The Mutter Museum of Philadelphia houses medical oddities. Within this museum’s walls sits the cast of the world-famous Siamese Twins, Chang and Eng, Grover Cleveland’s cancerous growth, and Joseph Hyrtl’s precious collection of skulls. The museum has 20,000 such items.
The Mutter hopes to remind people of medicine’s recent past, and maybe, what it means to be human. The medicine of the past was not the sterilized hospital we know today: surgery evolved in tandem with gunpowder and warfare; accidents and serendipity reigned. The Museum also includes Marie-Curie’s electrometer, and Florence Nightingale’s sewing kit.
In developed nations, widespread modern medicine now cuts off many deformities at the pass (sometimes literally). Abortions, cosmetic surgery, and even gene therapy have all but eliminated some of the more accidental manifestations of human existence. These days, severe mutations receive extensive press coverage, and often treatment.
14 Apr
They stuff dead bodies in suitcases. For science.

Tennessee’s Body Farm consists of bodies in varied, and educational, states of decay. In the initial years of forensic science, estimating a time of death was done as much by intuition as it was by data. The data, unfortunately, was hard to come by, because no one had ever bothered to time post-mortem body temp, let alone maggots, with a stopwatch. Until 1981, in Knoxville.
The Body Farm will stuff donated corpses in lie, bury them in shallow graves, and every other morbid permutation imaginable. They then study each body, scrutinizing how quickly it decays, and in what fashion. The information they’ve gathered from countless cases of faux cold-blooded killing helped turned forensics into a true science, and series like CSI into a hit.
This 3-acre farm in Tennessee was the first. But body farms also exist in North Carolina, and Texas. Iowa wanted one of their own.

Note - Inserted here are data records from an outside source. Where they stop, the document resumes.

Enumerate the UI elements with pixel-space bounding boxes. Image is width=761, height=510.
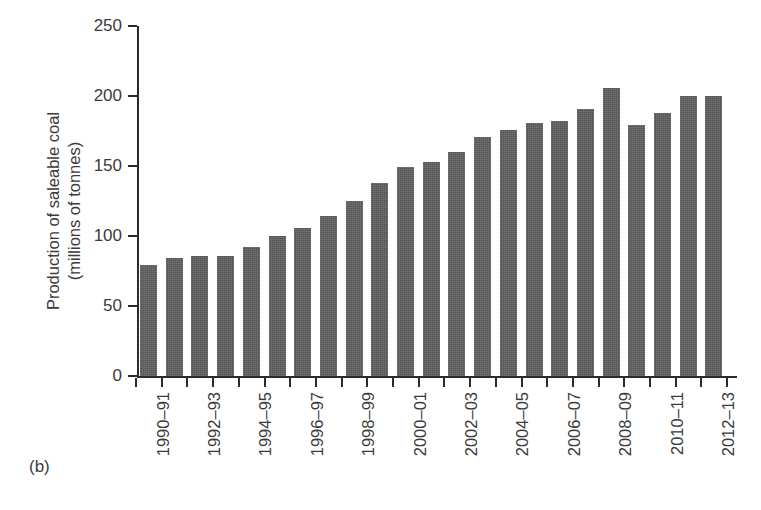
x-tick-3 [212, 378, 214, 387]
y-tick-label-100: 100 [22, 226, 122, 246]
y-tick-label-250: 250 [22, 16, 122, 36]
bar-2012–13 [705, 96, 722, 376]
y-tick-label-0: 0 [22, 366, 122, 386]
x-tick-label-1992–93: 1992–93 [205, 392, 224, 456]
bar-1990–91 [140, 265, 157, 376]
bar-2011–12 [680, 96, 697, 376]
x-tick-9 [366, 378, 368, 387]
y-tick-label-50: 50 [22, 296, 122, 316]
chart-figure: Production of saleable coal (millions of… [0, 0, 761, 510]
x-tick-label-2010–11: 2010–11 [668, 392, 687, 455]
x-tick-1 [161, 378, 163, 387]
x-tick-11 [418, 378, 420, 387]
x-tick-label-1998–99: 1998–99 [359, 392, 378, 456]
y-tick-250 [128, 25, 137, 27]
x-tick-16 [546, 378, 548, 387]
bar-1992–93 [191, 256, 208, 376]
x-tick-8 [341, 378, 343, 387]
bar-1995–96 [269, 236, 286, 376]
bar-1997–98 [320, 216, 337, 376]
y-tick-0 [128, 375, 137, 377]
bar-1994–95 [243, 247, 260, 376]
bar-2009–10 [628, 125, 645, 376]
y-tick-100 [128, 235, 137, 237]
x-tick-label-2012–13: 2012–13 [719, 392, 738, 456]
bar-2008–09 [603, 88, 620, 376]
x-tick-18 [598, 378, 600, 387]
bar-2002–03 [448, 152, 465, 376]
bar-1998–99 [346, 201, 363, 376]
x-tick-21 [675, 378, 677, 387]
x-tick-label-2000–01: 2000–01 [411, 392, 430, 456]
x-tick-10 [392, 378, 394, 387]
x-tick-20 [649, 378, 651, 387]
x-tick-label-2004–05: 2004–05 [513, 392, 532, 456]
bar-2000–01 [397, 167, 414, 376]
x-tick-12 [443, 378, 445, 387]
y-tick-label-150: 150 [22, 156, 122, 176]
x-tick-2 [186, 378, 188, 387]
bar-2001–02 [423, 162, 440, 376]
bar-1999–2000 [371, 183, 388, 376]
bar-2004–05 [500, 130, 517, 376]
y-tick-200 [128, 95, 137, 97]
x-tick-label-2006–07: 2006–07 [565, 392, 584, 456]
bar-1993–94 [217, 256, 234, 376]
bar-2003–04 [474, 137, 491, 376]
x-tick-label-2008–09: 2008–09 [616, 392, 635, 456]
x-tick-17 [572, 378, 574, 387]
bar-2010–11 [654, 113, 671, 376]
bar-2005–06 [526, 123, 543, 376]
bar-2007–08 [577, 109, 594, 376]
x-tick-15 [521, 378, 523, 387]
y-tick-50 [128, 305, 137, 307]
x-tick-4 [238, 378, 240, 387]
y-tick-label-200: 200 [22, 86, 122, 106]
x-tick-14 [495, 378, 497, 387]
x-tick-23 [726, 378, 728, 387]
x-tick-label-2002–03: 2002–03 [462, 392, 481, 456]
panel-label: (b) [29, 457, 50, 477]
bar-1996–97 [294, 228, 311, 376]
x-tick-label-1994–95: 1994–95 [256, 392, 275, 456]
x-tick-label-1990–91: 1990–91 [154, 392, 173, 456]
y-axis-line [137, 26, 139, 377]
x-tick-label-1996–97: 1996–97 [308, 392, 327, 456]
x-tick-13 [469, 378, 471, 387]
bar-1991–92 [166, 258, 183, 376]
x-tick-5 [264, 378, 266, 387]
x-tick-22 [700, 378, 702, 387]
y-tick-150 [128, 165, 137, 167]
x-tick-19 [623, 378, 625, 387]
x-tick-0 [135, 378, 137, 387]
bar-2006–07 [551, 121, 568, 376]
x-tick-7 [315, 378, 317, 387]
x-axis-line [137, 376, 737, 378]
x-tick-6 [289, 378, 291, 387]
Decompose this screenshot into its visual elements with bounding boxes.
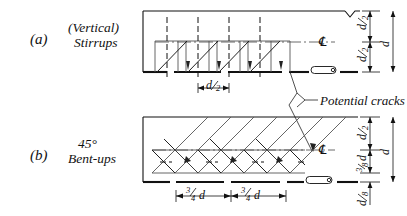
spacing-dim-arrow-b-1l [176, 194, 183, 199]
potential-crack-a-4 [250, 41, 280, 72]
spacing-dim-b2-den: 4 [246, 193, 251, 203]
depth-label-b-middle-num: 3 [354, 168, 364, 173]
potential-crack-a-1 [157, 41, 187, 72]
cover-dim-den-b: 8 [360, 191, 370, 196]
potential-cracks-bracket [297, 93, 305, 107]
depth-arrow-b-2 [368, 144, 373, 150]
crack-arrow-a-4 [279, 61, 283, 70]
crack-arrow-a-1 [186, 61, 190, 70]
depth-arrow-a-4 [368, 66, 373, 72]
spacing-dim-arrow-a-left [198, 86, 204, 91]
potential-crack-a-2 [188, 41, 218, 72]
panel-a-name-line1: (Vertical) [68, 20, 119, 35]
depth-label-a-upper: d 2 [355, 15, 370, 30]
spacing-dim-arrow-a-right [223, 86, 229, 91]
depth-label-a-upper-num: d [355, 23, 369, 30]
depth-outer-arrow-b-bot [391, 176, 396, 182]
potential-crack-b-10 [290, 150, 305, 165]
spacing-dim-b1-num: 3 [185, 185, 190, 195]
spacing-dim-label-b-2: 3 4 d [240, 185, 261, 203]
potential-crack-a-3 [219, 41, 249, 72]
panel-a: (a) (Vertical) Stirrups ℄ [30, 11, 395, 93]
depth-label-a-lower: d 2 [355, 47, 370, 62]
crack-arrow-b-2 [230, 156, 237, 163]
spacing-dim-arrow-b-2l [231, 194, 238, 199]
panel-b-name-line2: Bent-ups [68, 151, 116, 166]
depth-arrow-a-3 [368, 42, 373, 48]
crack-arrow-b-3 [276, 156, 283, 163]
cover-dim-arrow-b [368, 182, 373, 188]
rebar-anchor-dot-b [327, 178, 330, 181]
panel-b: (b) 45° Bent-ups ℄ [30, 117, 395, 206]
depth-outer-arrow-a-bot [391, 66, 396, 72]
panel-b-name-line1: 45° [78, 136, 98, 151]
spacing-dim-b1-suffix: d [199, 188, 206, 202]
spacing-dim-arrow-b-1r [224, 194, 231, 199]
centerline-symbol-a: ℄ [318, 34, 327, 49]
spacing-dim-b2-num: 3 [240, 185, 245, 195]
bentup-bar-b-1 [152, 117, 208, 173]
depth-label-b-upper-num: d [355, 133, 369, 140]
spacing-dim-arrow-b-2r [279, 194, 286, 199]
depth-label-b-middle-den: 8 [360, 162, 370, 167]
panel-b-tag: (b) [30, 147, 48, 164]
spacing-dim-b1-den: 4 [191, 193, 196, 203]
depth-label-a-total: d [378, 40, 392, 47]
bentup-bar-b-3 [198, 117, 254, 173]
depth-label-b-upper: d 2 [355, 125, 370, 140]
depth-outer-arrow-b-top [391, 117, 396, 123]
bentup-bar-b-5 [244, 117, 300, 173]
potential-cracks-annotation: Potential cracks [289, 72, 405, 152]
spacing-dim-b2-suffix: d [254, 188, 261, 202]
spacing-dim-label-b-1: 3 4 d [185, 185, 206, 203]
depth-arrow-b-1 [368, 117, 373, 123]
depth-label-b-upper-den: 2 [360, 125, 370, 130]
spacing-dim-label-a: d 2 [206, 78, 221, 93]
cover-dim-label-b: d 8 [355, 191, 370, 206]
bentup-bar-b-7 [290, 117, 346, 173]
depth-outer-arrow-a-top [391, 11, 396, 17]
depth-label-b-middle: 3 8 d [354, 154, 370, 173]
panel-a-tag: (a) [30, 31, 48, 48]
bentup-bar-b-2 [175, 117, 231, 173]
crack-arrow-a-3 [248, 61, 252, 70]
rebar-anchor-dot-a [331, 68, 334, 71]
depth-arrow-a-2 [368, 36, 373, 42]
depth-label-b-middle-suffix: d [355, 154, 369, 161]
panel-a-name-line2: Stirrups [74, 35, 118, 50]
crack-arrow-a-2 [217, 61, 221, 70]
depth-label-a-lower-num: d [355, 55, 369, 62]
figure-canvas: (a) (Vertical) Stirrups ℄ [0, 0, 407, 216]
crack-arrow-b-1 [184, 156, 191, 163]
spacing-dim-num-a: d [206, 78, 213, 92]
cover-dim-num-b: d [355, 199, 369, 206]
depth-label-b-total: d [378, 148, 392, 155]
bentup-bar-b-4 [221, 117, 277, 173]
engineering-figure: (a) (Vertical) Stirrups ℄ [0, 0, 407, 216]
potential-cracks-label: Potential cracks [319, 93, 405, 108]
beam-break-symbol-a [345, 11, 360, 17]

And Las Vegas, the site of the original CSI, tried to secure one in 2003: they couldn’t obtain the funding.
11 Apr
Pigeon racing is not a sport played for glamour, but for love.

Pigeon racers - a rank of characters almost exclusively made up of elderly, aging men - often wait for days on rooftops, straining their eyes against the horizon. They’re on the lookout, stopwatch in hand, for the precious pets that they have often bred, raised, tended, and trained. In order to start a race, the pigeons are trucked out en masse to some far-flung point, and released. With luck, they come home.

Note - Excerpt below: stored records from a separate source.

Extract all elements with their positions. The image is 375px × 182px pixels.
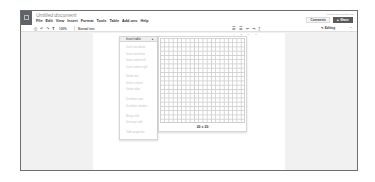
undo-icon[interactable]: ↶ <box>40 26 43 31</box>
paragraph-style-select[interactable]: Normal text <box>78 27 95 31</box>
redo-icon[interactable]: ↷ <box>46 26 49 31</box>
table-size-grid[interactable] <box>160 38 245 123</box>
menu-item-merge-cells: Merge cells <box>126 115 139 118</box>
table-menu: Insert row above Insert row below Insert… <box>119 37 158 140</box>
menu-item-distribute-rows: Distribute rows <box>126 98 143 101</box>
menu-item-insert-row-above: Insert row above <box>126 46 145 49</box>
menu-item-distribute-columns: Distribute columns <box>126 105 147 108</box>
menu-item-unmerge-cells: Unmerge cells <box>126 121 143 124</box>
menu-item-insert-column-left: Insert column left <box>126 59 146 62</box>
menu-item-delete-table: Delete table <box>126 88 140 91</box>
menu-edit[interactable]: Edit <box>46 19 53 23</box>
menubar: File Edit View Insert Format Tools Table… <box>36 19 149 23</box>
menu-file[interactable]: File <box>36 19 43 23</box>
print-icon[interactable]: ⎙ <box>34 26 37 31</box>
toolbar: ⎙ ↶ ↷ 𝐓 100% Normal text ☰ ☰ ⇤ ⇥ T̲ ✎ Ed… <box>21 25 357 32</box>
table-size-grid-picker: 20 x 20 <box>158 36 247 132</box>
comments-button[interactable]: Comments <box>306 17 330 23</box>
menu-item-delete-column: Delete column <box>126 82 143 85</box>
menu-table[interactable]: Table <box>109 19 119 23</box>
ruler-tick: 6 <box>248 33 249 36</box>
menu-view[interactable]: View <box>56 19 65 23</box>
menu-item-insert-column-right: Insert column right <box>126 66 147 69</box>
share-label: Share <box>340 18 348 22</box>
header: Untitled document File Edit View Insert … <box>21 11 357 25</box>
menu-help[interactable]: Help <box>140 19 148 23</box>
clear-formatting-icon[interactable]: T̲ <box>258 26 260 31</box>
grid-size-label: 20 x 20 <box>159 125 246 129</box>
google-docs-window: Untitled document File Edit View Insert … <box>20 10 358 171</box>
menu-insert[interactable]: Insert <box>67 19 77 23</box>
numbered-list-icon[interactable]: ☰ <box>232 26 236 31</box>
menu-tools[interactable]: Tools <box>97 19 107 23</box>
menu-item-table-properties: Table properties <box>126 131 144 134</box>
menu-item-insert-table[interactable]: Insert table ▸ <box>119 36 158 42</box>
share-button[interactable]: 🔒︎ Share <box>333 17 353 23</box>
paint-format-icon[interactable]: 𝐓 <box>52 26 55 31</box>
ruler-tick: 7 <box>255 33 256 36</box>
chevron-up-icon[interactable]: ⌃ <box>349 26 352 31</box>
menu-addons[interactable]: Add-ons <box>122 19 137 23</box>
increase-indent-icon[interactable]: ⇥ <box>252 26 255 31</box>
docs-home-icon[interactable] <box>21 11 32 25</box>
editing-mode-select[interactable]: ✎ Editing <box>321 26 335 30</box>
zoom-select[interactable]: 100% <box>59 27 67 31</box>
decrease-indent-icon[interactable]: ⇤ <box>246 26 249 31</box>
menu-format[interactable]: Format <box>81 19 94 23</box>
user-email[interactable]: person.user@gmail.com <box>327 13 354 16</box>
menu-item-delete-row: Delete row <box>126 75 138 78</box>
pencil-icon: ✎ <box>321 26 324 30</box>
menu-item-insert-row-below: Insert row below <box>126 53 145 56</box>
submenu-arrow-icon: ▸ <box>152 37 154 42</box>
bulleted-list-icon[interactable]: ☰ <box>239 26 243 31</box>
document-title[interactable]: Untitled document <box>36 12 76 18</box>
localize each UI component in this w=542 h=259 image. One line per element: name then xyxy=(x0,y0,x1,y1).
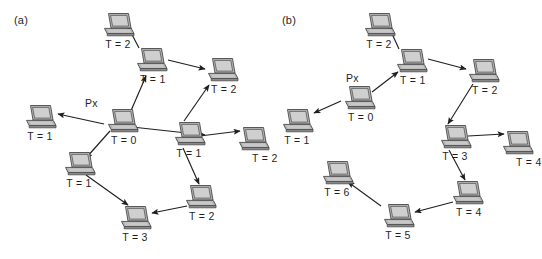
laptop-icon xyxy=(62,151,96,177)
node-time-label: T = 1 xyxy=(176,147,202,159)
peer-node: T = 4 xyxy=(500,130,534,156)
node-time-label: T = 4 xyxy=(456,206,482,218)
node-time-label: T = 6 xyxy=(324,186,350,198)
node-time-label: T = 1 xyxy=(284,134,310,146)
peer-node: T = 1 xyxy=(280,108,314,134)
peer-node: T = 2 xyxy=(101,12,135,38)
laptop-icon xyxy=(381,203,415,229)
laptop-icon xyxy=(23,104,57,130)
peer-node: T = 6 xyxy=(320,160,354,186)
laptop-icon xyxy=(438,124,472,150)
peer-node: T = 4 xyxy=(450,180,484,206)
laptop-icon xyxy=(466,58,500,84)
propagation-edge xyxy=(86,175,128,205)
propagation-edge xyxy=(58,114,104,124)
propagation-edge xyxy=(152,206,187,213)
node-time-label: T = 2 xyxy=(472,84,498,96)
panel-b-origin-tag: Px xyxy=(346,72,359,84)
laptop-icon xyxy=(105,108,139,134)
peer-node: T = 2 xyxy=(183,184,217,210)
laptop-icon xyxy=(394,48,428,74)
peer-node: T = 1 xyxy=(172,121,206,147)
node-time-label: T = 3 xyxy=(122,231,148,243)
propagation-edge xyxy=(448,84,473,124)
node-time-label: T = 2 xyxy=(189,210,215,222)
panel-a: (a) T = 2 T = 1 T = 2 xyxy=(0,0,268,259)
laptop-icon xyxy=(101,12,135,38)
node-time-label: T = 1 xyxy=(66,177,92,189)
peer-node: T = 2 xyxy=(466,58,500,84)
laptop-icon xyxy=(500,130,534,156)
peer-node: T = 1 xyxy=(23,104,57,130)
panel-b: (b) T = 2 T = 1 T = 2 xyxy=(268,0,536,259)
peer-node: T = 1 xyxy=(134,47,168,73)
propagation-edge xyxy=(168,60,205,69)
peer-node: T = 2 xyxy=(362,12,396,38)
node-time-label: T = 5 xyxy=(385,229,411,241)
laptop-icon xyxy=(205,57,239,83)
laptop-icon xyxy=(118,205,152,231)
propagation-edge xyxy=(468,134,504,136)
panel-a-origin-tag: Px xyxy=(85,97,98,109)
node-time-label: T = 0 xyxy=(348,111,374,123)
node-time-label: T = 2 xyxy=(366,38,392,50)
laptop-icon xyxy=(183,184,217,210)
peer-node: T = 1 xyxy=(62,151,96,177)
laptop-icon xyxy=(320,160,354,186)
laptop-icon xyxy=(280,108,314,134)
peer-node: T = 1 xyxy=(394,48,428,74)
laptop-icon xyxy=(450,180,484,206)
node-time-label: T = 0 xyxy=(111,134,137,146)
peer-node: T = 0 xyxy=(342,85,376,111)
laptop-icon xyxy=(134,47,168,73)
laptop-icon xyxy=(172,121,206,147)
peer-node: T = 2 xyxy=(205,57,239,83)
peer-node: T = 3 xyxy=(118,205,152,231)
node-time-label: T = 4 xyxy=(516,156,542,168)
laptop-icon xyxy=(236,126,270,152)
laptop-icon xyxy=(342,85,376,111)
propagation-edge xyxy=(314,101,341,113)
node-time-label: T = 1 xyxy=(27,130,53,142)
propagation-edge xyxy=(415,202,453,212)
node-time-label: T = 1 xyxy=(140,73,166,85)
laptop-icon xyxy=(362,12,396,38)
propagation-edge xyxy=(428,59,466,69)
node-time-label: T = 2 xyxy=(211,83,237,95)
propagation-edge xyxy=(200,131,240,136)
peer-node: T = 0 xyxy=(105,108,139,134)
peer-node: T = 2 xyxy=(236,126,270,152)
node-time-label: T = 1 xyxy=(400,74,426,86)
node-time-label: T = 3 xyxy=(442,150,468,162)
propagation-edge xyxy=(184,85,209,121)
peer-node: T = 5 xyxy=(381,203,415,229)
node-time-label: T = 2 xyxy=(105,38,131,50)
peer-node: T = 3 xyxy=(438,124,472,150)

Homing pigeons are considered the Lamborghinis of the pigeon world. Common pigeons - the ones that snack on trash on city streets, that mob unwary children with a loaf of bread - are derided by breeders as ’street rats.’ During both world wars, pigeons were decorated with medals for heroism and gallantry: the French had their Cher Ami, the Americans their GI Joe.
Pigeon racing is an echo of New York City’s past, and it’s fading. Pigeon coops are being written out of local zoning laws. At the local racing clubs, few members are younger than seventy years old: there are no young racers waiting to take their place. Says one old-timer: “‘Nobody comes in off the street and says, ‘I’m interested in pigeons; how do I get started?’ Now, when youngsters do keep birds, as soon as they discover girls, it’s over.’”
24 Mar
It’s a beauty pageant. With muskrats.

The Miss Outdoors Pageant has been a long-running staple of Golden Hill, Maryland. As it happened, this beauty pageant shared the stage with another contest: the World Championship Muskrat Skinning Contest, which drew crowds of hundreds. The contests usually take place, back-to-back. But these days, some contestants decided to enjoy the best of both worlds.
Tiffany Brittingham did in first, in 2003: skinned a muskrat, in the pageant’s talent portion, while dressed in sparkly earrings and full make-up. Now a 6th-grade teacher, she was actually the subject of the documentary, ‘Muskrat Lovely,’ filmed in 2004. Brittingham finally won the beauty pageant in 2005, during which a man yelled from the audience, ‘I want to marry you.’
All of this makes perfect sense, in Chesapeake marsh country. The traditions are fading, of course: many lifelong muskrat trappers have had to find office jobs. But in 2008, 16-year old Dakota Abbott won both the Miss Outdoors contest on Friday. And the next day, she won the Woman’s Junior World Championship, by skinning two muskrats in a mere 102 seconds.